If the image has any colors that are out of gamut with respect to the bounded sRGB color space, and especially if the color cast was created using a color that's out of gamut with respect to the bounded sRGB color space, then correcting a color cast in the unbounded sRGB color space produces not just wrong results, but spectacularly wrong results. However, except in the limiting case where the color cast was created in the sRGB color space (bounded or unbounded), color correction fails in the unbounded sRGB color space.
Bad colorcast software#
Occasionally a software developer will conclude that because unbounded sRGB (also called "extended sRGB") can be used to encode and display all possible colors, therefore it's also suitable as a "universal working space" for editing all images.
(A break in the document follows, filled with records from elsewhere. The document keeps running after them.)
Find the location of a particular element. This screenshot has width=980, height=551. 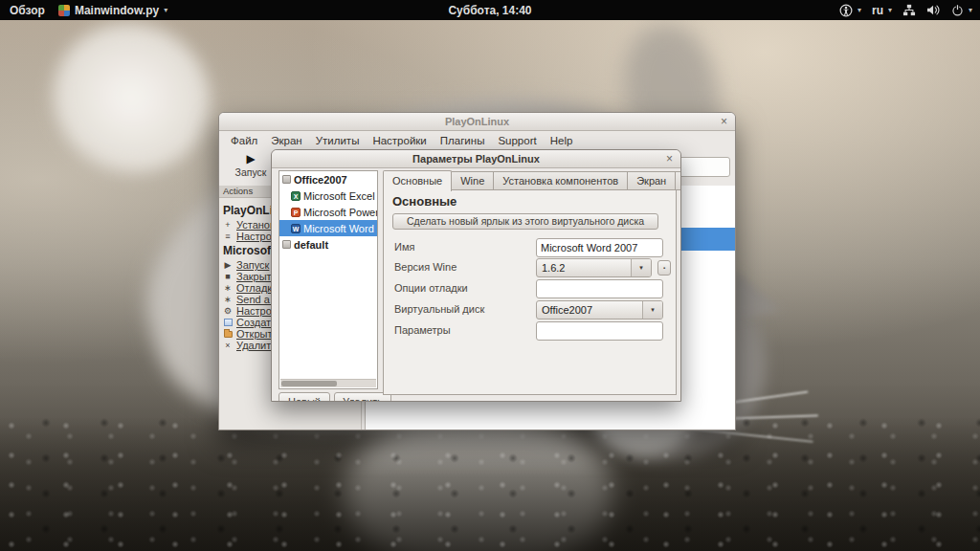

arguments-label: Параметры is located at coordinates (423, 330).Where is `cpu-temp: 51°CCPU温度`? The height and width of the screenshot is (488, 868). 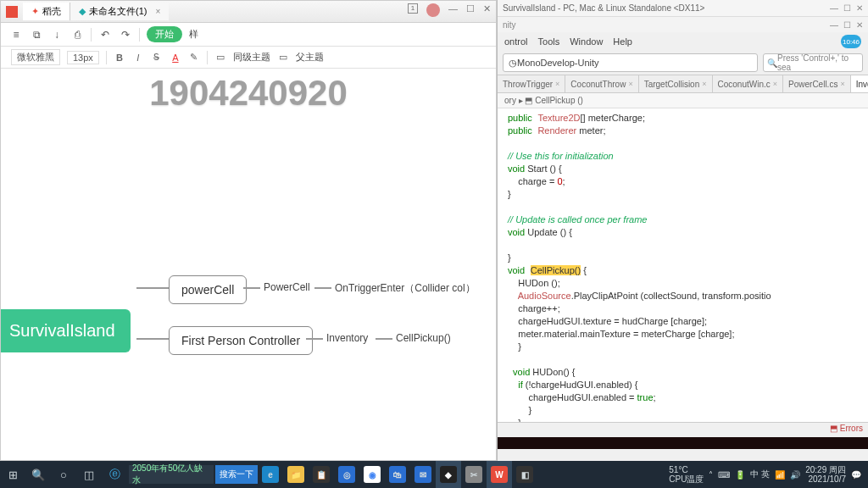 cpu-temp: 51°CCPU温度 is located at coordinates (687, 474).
The problem, of course, is that multiplication is a chromaticity-dependent editing operation: in other words, the result of multiplying two colors depends on the chromaticities of the color space in which the multiply operation is performed. This has the perhaps unexpected consequence that a color cast that is created in any given RGB working space can't be correctly removed in some other RGB working space. But the RGB channel values are different. The inverse of a color is the same color (has the same location in the XYZ reference color space) before and after an image is converted from one RGB color to another. That same color cast is removed by multiplying the image layer by the inverse of that same color. Introduction: When correcting an image color cast, the RGB working space you use does matterĪ color cast is created by multiplying an image layer by a particular color. However, the problems illustrated below are more broadly applicable: Color balancing an image is a chromaticity-dependent editing operation and so an unwanted color cast should always be corrected in the RGB working space in which it was created.
Bad colorcast series#
This article is part of a series of articles on the limitations of unbounded sRGB as a universal color space for image editing. Appendix 2: Additional examples of odd colors that result from trying to color balance images in the unbounded sRGB color space.Appendix 1: Normalizing the RGB channel values before color balancing doesn't work.Conclusion: Color correction fails in the unbounded sRGB color space.Why the chromaticities matter when color correcting images.Using unbounded sRGB to remove five different cyan color casts created in five different RGB working spaces.Introduction: When correcting an image color cast, the RGB working space you use does matter.